Gulf Coast beware -- there's more where Katrina came from

Published September 11, 2005 12:30AM (EDT)

Set aside the question of whether global warming is causing an increase in the severity of hurricanes and tropical storms. (Scientists of all political persuasions disagree on that question.) Ignore the idea that climate change had anything whatsoever to do with Hurricane Katrina, the long-dreaded Category 5 storm that overwhelmed New Orleans' defenses.

The real issue is whether the devastated Gulf Coast is a harbinger of what is to come as global warming deepens and even accelerates. And on that question there can be little doubt. The scientific consensus is that climate change will bring about increasingly severe and unpredictable weather patterns. Melting ice at the poles and rising sea levels will render towns and communities located in low-lying coastal areas uninhabitable. Scenes of flooding and dislocation will become more common, as people in America and around the world are forced to retreat inland to higher elevations.

Some commentators have suggested that if there is a silver lining in the Katrina nightmare, it is that we have an opportunity now to address the unsolved problems of race and poverty that plague this country. If Katrina offers an opportunity in that regard, it presents a challenge in another. Will Americans finally wake up to the threat of climate change before too much time has passed? America's political leaders must make sure that Katrina helps lead to that awakening.

The problem environmental groups have had selling Americans on the threat of global warming is that, to much of the public, it remains an elusively abstract concept. Now there is something indelible and concrete for Americans to consider.

Sens. John McCain and Hillary Clinton were in Alaska and the Yukon in August, witnessing the unprecedented balminess prevailing there in the summer months. They were ignored by the media. Now they must press their case and show even more political leadership. If Katrina winds up serving as a pivot point in American history, causing us to address climate change with real urgency, then it will indeed have contained a silver lining. Otherwise, it will have been nothing more than a senseless tragedy.


By Aaron Kinney

Aaron Kinney is a writer in San Francisco. He has a blog.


Where the records below reach the line containing "What do you see at coordinates (416, 365)", start transcribing, and end with the line containing "This screenshot has width=1020, height=685.", exactly and with nothing else added.

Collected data
▽

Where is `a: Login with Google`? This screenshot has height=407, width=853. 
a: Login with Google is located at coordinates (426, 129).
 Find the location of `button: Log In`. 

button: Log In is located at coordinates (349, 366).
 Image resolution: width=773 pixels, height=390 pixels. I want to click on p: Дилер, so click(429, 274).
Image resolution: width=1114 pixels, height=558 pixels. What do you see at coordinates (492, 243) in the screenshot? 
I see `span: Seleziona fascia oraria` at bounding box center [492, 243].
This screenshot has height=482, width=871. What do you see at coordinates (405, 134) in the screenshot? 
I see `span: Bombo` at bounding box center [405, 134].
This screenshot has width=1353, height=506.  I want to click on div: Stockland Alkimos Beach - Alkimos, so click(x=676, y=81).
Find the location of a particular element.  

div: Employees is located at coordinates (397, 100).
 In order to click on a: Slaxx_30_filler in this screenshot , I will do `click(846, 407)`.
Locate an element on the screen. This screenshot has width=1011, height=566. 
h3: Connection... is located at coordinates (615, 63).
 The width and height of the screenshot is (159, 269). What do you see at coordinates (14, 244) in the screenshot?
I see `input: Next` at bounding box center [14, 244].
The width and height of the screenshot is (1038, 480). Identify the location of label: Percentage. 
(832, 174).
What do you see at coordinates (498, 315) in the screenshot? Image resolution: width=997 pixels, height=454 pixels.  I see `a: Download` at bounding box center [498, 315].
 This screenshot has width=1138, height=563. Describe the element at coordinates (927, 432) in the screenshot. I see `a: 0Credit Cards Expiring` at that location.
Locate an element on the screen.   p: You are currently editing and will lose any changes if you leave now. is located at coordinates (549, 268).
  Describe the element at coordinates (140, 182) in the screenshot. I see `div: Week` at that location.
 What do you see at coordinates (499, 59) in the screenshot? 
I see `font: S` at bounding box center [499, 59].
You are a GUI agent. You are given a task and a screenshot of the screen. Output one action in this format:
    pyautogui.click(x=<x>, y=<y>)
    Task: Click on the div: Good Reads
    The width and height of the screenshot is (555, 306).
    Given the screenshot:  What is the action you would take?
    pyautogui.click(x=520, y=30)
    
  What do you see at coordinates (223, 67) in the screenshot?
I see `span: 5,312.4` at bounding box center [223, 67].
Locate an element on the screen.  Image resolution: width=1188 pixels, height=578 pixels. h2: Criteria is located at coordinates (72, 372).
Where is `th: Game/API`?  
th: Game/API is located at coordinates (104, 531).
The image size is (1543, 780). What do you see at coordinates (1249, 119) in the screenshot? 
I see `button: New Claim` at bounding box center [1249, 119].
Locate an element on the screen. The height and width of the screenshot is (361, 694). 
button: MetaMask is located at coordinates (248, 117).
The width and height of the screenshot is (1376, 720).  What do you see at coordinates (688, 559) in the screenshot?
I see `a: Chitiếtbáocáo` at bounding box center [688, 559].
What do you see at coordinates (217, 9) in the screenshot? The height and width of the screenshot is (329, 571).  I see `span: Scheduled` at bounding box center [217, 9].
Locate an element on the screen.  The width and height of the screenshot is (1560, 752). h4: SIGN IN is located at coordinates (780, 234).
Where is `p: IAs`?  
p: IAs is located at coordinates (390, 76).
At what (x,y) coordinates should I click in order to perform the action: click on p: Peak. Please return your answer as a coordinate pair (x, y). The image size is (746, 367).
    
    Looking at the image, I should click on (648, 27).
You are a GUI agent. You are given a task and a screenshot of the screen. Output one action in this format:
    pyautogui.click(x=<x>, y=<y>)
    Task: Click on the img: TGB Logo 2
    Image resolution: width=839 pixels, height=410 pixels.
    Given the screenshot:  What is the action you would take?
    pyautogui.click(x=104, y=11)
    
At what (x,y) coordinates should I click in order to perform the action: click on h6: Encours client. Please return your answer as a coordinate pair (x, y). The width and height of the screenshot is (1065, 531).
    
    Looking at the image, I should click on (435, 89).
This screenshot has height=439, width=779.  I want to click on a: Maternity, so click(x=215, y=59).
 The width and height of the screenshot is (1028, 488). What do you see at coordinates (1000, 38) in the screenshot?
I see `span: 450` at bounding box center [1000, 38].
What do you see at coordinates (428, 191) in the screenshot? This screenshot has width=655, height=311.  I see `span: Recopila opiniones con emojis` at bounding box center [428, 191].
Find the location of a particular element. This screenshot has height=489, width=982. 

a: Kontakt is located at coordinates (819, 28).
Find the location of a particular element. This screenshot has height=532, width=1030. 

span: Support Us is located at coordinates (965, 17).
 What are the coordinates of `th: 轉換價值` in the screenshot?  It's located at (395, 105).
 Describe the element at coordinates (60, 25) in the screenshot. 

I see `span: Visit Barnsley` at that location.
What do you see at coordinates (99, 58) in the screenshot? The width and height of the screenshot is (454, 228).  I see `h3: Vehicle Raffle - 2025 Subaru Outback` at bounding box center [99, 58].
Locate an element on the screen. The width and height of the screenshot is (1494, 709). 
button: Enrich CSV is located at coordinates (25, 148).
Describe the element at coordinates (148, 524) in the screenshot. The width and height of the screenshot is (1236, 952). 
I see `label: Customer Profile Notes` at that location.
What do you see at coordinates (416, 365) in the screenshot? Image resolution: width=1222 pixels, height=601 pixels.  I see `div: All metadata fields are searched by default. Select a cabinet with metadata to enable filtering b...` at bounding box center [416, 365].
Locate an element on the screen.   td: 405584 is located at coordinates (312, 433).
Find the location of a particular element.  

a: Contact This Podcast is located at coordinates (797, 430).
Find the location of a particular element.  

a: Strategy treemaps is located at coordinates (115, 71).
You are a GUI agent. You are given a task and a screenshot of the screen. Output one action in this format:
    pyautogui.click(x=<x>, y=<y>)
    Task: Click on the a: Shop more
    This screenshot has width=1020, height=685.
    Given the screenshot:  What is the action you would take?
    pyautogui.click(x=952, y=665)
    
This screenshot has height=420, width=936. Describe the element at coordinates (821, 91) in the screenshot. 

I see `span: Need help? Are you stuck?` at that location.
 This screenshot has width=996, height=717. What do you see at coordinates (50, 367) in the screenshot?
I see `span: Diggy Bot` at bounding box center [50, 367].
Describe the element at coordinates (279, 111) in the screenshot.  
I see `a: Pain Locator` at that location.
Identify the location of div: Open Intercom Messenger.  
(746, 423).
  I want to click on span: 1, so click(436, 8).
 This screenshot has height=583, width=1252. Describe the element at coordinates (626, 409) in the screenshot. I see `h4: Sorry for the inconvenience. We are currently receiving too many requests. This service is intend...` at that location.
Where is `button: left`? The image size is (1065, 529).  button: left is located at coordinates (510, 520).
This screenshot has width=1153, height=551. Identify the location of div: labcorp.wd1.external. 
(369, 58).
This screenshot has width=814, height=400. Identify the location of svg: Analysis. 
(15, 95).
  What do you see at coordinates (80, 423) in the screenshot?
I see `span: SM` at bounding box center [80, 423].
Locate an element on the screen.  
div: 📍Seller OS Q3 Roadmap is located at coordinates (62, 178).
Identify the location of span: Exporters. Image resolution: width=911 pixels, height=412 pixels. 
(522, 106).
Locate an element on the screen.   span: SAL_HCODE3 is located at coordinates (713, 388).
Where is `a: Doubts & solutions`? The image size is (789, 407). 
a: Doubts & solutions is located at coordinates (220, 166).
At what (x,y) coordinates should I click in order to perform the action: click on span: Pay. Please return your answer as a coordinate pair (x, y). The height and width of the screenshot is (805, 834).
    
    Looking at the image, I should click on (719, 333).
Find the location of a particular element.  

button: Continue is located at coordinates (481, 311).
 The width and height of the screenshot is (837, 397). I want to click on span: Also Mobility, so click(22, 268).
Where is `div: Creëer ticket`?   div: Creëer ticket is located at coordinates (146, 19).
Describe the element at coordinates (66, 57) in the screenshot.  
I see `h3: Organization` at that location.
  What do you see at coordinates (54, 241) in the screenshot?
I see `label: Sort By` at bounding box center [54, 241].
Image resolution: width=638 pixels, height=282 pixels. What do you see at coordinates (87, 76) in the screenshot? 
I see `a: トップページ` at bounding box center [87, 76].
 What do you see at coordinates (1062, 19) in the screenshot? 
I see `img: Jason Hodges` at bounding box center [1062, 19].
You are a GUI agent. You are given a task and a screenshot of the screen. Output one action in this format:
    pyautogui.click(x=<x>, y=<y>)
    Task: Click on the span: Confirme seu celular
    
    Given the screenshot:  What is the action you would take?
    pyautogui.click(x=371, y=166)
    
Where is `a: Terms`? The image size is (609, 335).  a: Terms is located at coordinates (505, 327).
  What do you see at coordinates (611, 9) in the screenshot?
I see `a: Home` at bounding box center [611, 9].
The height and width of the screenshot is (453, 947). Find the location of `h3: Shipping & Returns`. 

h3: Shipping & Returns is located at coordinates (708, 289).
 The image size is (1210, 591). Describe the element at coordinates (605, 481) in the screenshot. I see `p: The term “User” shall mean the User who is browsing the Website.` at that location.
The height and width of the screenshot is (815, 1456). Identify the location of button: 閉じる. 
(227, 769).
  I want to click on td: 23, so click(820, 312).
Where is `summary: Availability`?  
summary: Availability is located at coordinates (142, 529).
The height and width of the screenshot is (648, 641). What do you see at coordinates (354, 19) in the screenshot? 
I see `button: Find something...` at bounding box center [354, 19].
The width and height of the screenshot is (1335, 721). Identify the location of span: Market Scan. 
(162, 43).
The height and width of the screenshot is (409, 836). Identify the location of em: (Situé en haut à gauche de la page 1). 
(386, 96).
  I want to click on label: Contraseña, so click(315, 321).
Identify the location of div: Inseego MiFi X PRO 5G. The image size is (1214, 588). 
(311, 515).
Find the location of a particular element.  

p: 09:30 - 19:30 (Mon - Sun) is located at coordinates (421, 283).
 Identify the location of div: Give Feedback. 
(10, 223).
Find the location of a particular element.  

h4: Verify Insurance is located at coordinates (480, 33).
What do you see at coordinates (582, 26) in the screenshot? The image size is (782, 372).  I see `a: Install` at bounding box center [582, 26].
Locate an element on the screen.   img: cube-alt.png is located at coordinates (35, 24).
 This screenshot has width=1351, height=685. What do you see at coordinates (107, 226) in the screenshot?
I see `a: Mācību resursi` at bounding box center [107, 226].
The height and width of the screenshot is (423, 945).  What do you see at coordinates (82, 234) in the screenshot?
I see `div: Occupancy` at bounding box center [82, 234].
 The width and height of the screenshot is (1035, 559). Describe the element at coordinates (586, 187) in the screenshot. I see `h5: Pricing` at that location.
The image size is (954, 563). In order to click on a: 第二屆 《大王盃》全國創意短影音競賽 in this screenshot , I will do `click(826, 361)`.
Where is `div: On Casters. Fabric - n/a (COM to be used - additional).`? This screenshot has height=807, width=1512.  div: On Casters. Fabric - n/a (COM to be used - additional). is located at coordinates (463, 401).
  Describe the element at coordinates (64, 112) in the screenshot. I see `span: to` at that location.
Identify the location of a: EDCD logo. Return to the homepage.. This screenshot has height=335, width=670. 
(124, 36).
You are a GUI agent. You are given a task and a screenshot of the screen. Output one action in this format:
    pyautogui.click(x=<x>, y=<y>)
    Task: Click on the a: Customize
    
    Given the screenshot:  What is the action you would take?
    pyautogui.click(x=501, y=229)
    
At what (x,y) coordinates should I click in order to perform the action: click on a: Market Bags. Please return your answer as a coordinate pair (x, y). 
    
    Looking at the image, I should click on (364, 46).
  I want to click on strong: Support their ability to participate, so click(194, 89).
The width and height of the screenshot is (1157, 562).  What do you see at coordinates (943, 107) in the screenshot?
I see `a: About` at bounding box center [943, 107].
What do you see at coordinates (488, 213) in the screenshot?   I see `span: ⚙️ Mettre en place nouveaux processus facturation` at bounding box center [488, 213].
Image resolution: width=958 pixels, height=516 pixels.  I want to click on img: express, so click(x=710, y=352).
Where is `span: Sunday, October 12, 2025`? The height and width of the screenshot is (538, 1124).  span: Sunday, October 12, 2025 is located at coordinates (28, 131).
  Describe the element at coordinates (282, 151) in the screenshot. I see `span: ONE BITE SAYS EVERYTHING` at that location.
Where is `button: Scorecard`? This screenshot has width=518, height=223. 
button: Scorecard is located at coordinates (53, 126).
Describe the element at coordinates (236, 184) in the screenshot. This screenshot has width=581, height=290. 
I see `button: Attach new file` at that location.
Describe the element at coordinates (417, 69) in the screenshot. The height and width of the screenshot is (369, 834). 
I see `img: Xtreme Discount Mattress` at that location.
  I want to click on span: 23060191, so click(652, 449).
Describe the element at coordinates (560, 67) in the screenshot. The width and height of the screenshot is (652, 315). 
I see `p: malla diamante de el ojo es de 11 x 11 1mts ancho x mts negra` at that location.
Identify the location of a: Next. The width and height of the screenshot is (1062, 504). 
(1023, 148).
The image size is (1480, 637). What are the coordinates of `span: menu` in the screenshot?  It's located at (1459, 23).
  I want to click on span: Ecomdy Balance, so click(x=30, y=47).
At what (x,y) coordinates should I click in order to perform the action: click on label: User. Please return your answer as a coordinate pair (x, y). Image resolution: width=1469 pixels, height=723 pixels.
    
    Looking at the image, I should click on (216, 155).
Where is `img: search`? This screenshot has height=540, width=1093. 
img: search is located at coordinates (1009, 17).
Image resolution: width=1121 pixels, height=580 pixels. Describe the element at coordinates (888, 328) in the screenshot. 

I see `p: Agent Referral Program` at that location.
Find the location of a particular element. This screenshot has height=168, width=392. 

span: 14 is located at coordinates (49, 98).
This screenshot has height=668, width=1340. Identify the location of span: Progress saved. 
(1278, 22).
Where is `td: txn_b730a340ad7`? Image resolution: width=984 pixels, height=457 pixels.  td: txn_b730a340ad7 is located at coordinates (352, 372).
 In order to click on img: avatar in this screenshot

△

Result of the task:
What do you see at coordinates (416, 365) in the screenshot? Image resolution: width=1222 pixels, height=601 pixels.  I see `div: All metadata fields are searched by default. Select a cabinet with metadata to enable filtering b...` at bounding box center [416, 365].
Locate an element on the screen.   td: 405584 is located at coordinates (312, 433).
Find the location of a particular element.  

a: Contact This Podcast is located at coordinates (797, 430).
Find the location of a particular element.  

a: Strategy treemaps is located at coordinates (115, 71).
You are a GUI agent. You are given a task and a screenshot of the screen. Output one action in this format:
    pyautogui.click(x=<x>, y=<y>)
    Task: Click on the a: Shop more
    This screenshot has width=1020, height=685.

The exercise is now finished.